"The city and the parish are moving forward with the project," said Bill Altimus, Bossier Parish administrator and District 9 police juror. "We're spending money. We're bonding money as we speak. We're on the agenda to borrow $20 million for the parish."

The new center, which is scheduled to open in 2009, is intended to draw businesses, research and expertise to complement Air Force Cyber Command, which has provisionally opened at Barksdale Air Force Base. Barksdale already has served as a proving ground for the cyber mission and is home station for a major component of the new command, Air Force Cyber-Strike.

"We feel very strongly (Cyber Command) is here," Altimus said. "Sometimes you've got to swing for the fences."

Bossier City and Bossier Parish together have approved $50 million to open the center on 64 acres just east of Bossier Parish Community College north of Barksdale.

Earlier this year, the Legislature dedicated an additional $50 million for the center, and Gov. Kathleen Blanco signed the measure.

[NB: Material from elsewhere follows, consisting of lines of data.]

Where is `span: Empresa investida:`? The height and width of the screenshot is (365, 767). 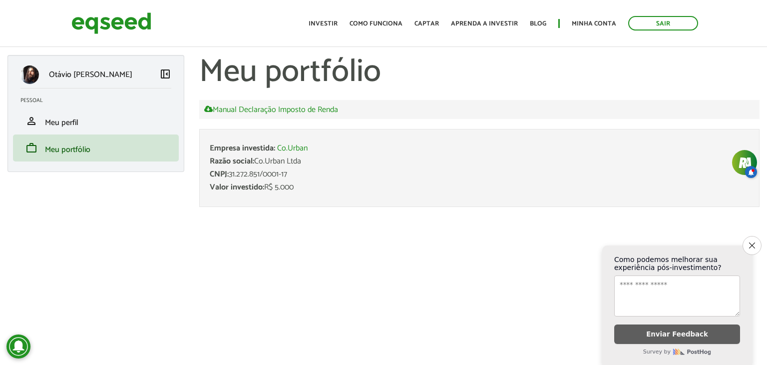
span: Empresa investida: is located at coordinates (242, 148).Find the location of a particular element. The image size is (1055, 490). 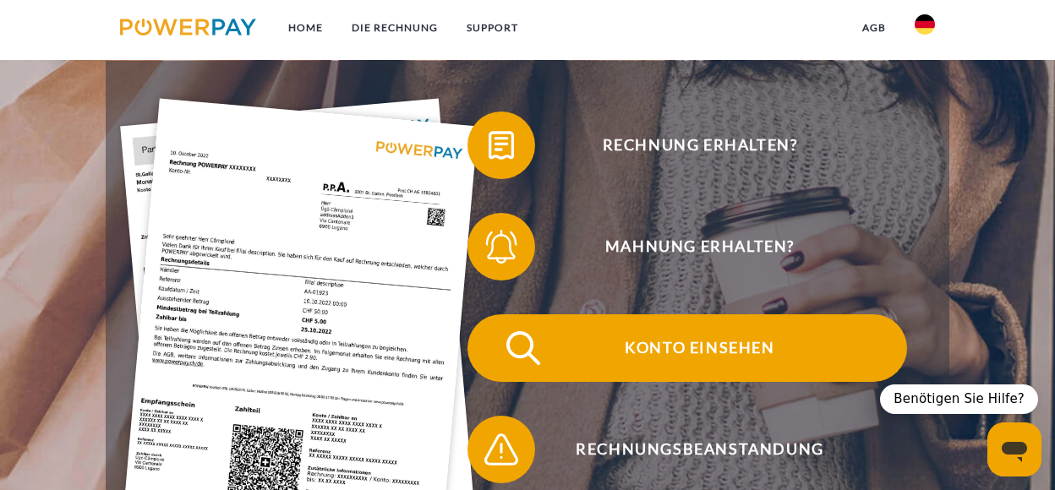

span: Mahnung erhalten? is located at coordinates (700, 247).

If and when the funds head north depends on the Louisiana Economic Development Department, headed by Secretary Michael Olivier and Assistant Secretary Don Pierson.

Pierson, former executive director of the Greater Bossier Economic Development Foundation, said that Economic Development is circulating a draft cooperative endeavor agreement that soon will be run past Altimus and other parish and city leaders, and that it should be weeks, not months, before the funds can move.

"The only requirement is that they move through the appropriate system, the division of administration, and other contract review bodies involved," Pierson said. "But we see no impediments to the funding being readily available."

When motivated, the department can commit energy and resources pursuing economic development. A case in point is ThyssenKrupp, a German steel company that teetered for a long time between setting up a $3 billion mill in Louisiana or Alabama. The company eventually chose Alabama, but not before Louisiana offered tax breaks, $400 million in cash and securing a location along the Mississippi River for transporting products.

Parish and city leaders are meeting with architects and project planners, Cyber Innovation Center staff is being hired and ground should be broken sometime next year.

"Representatives of the city, parish, innovation committee and staff met with WRT, out of Philadelphia, master planners that have been hired by us to assist in the development of the site and a master plan of the entire area," Altimus said Tuesday. "Several concepts where shown and discussed. Our local architects, Mike McSwain and Mark Prevot were also in attendance and had input along with all of us to narrow down some possibilities."

Grist from this meeting will help the local architects determine where the first Cyber Innovation Center buildings should be sited, he said. "They will be back here the first week of November with some hard vision on how things should be."

The $50 million the parish and city have committed will cover startup of the center and much of its physical plant.

As of Tuesday, estimates for creating roads and overpasses to provide access to Barksdale via Interstates 220 and 20 and U.S. Highway 80 are just more than $36 million, with the infrastructure for the center proper pegged at $8.6 million. The total is $44.83 million.

That leaves just more than $5 million, plus what the state will provide, important wiggle room because the center will have to invest in equipment and technology to tie into the the Louisiana Optical Network Initiative and the Lambda Rail, one of the world's fastest Internet nodes.

"There's some unknown stuff to us," Altimus said. "Tying into the LONI line, and then to run the line through the site itself, what will that cost? We just don't have a handle on that."

But he thinks Louisiana is committed to the project. "If you listen to (Gov.-elect) Jindal, they're really committed now. If they were lukewarm before, they're hot now."

Luck and cooperation have helped, too. Plans for a highway interchange-cloverleaf that will provide access to Barksdale were done in 1975, and traffic counts that will allow them to be updated easily have been done in recent years.

"The (state) Department of Transportation and Development and the Federal Highway Administration have been very helpful and have really been working with us on this project," Altimus said. "They're working with us to make sure it is as easy a process as we can go through.

"If we can do all of this under a permit, then we can hire the professionals, we can bid out the project using the normal bid process that we go through for everything else, and we can get it done."

State District 36 Sen. Robert Adley, long a booster of the Cyber Innovation Center, said it "does require the corporate endeavor (agreement) and that does require some contract review. It's normal."

He said he'll do whatever he can to facilitate.

"I cannot imagine, in my wildest dreams, (how) the state of Louisiana could not understand how important this is."

The state does, Pierson assures. "With a project this important, it's easy to be very positive."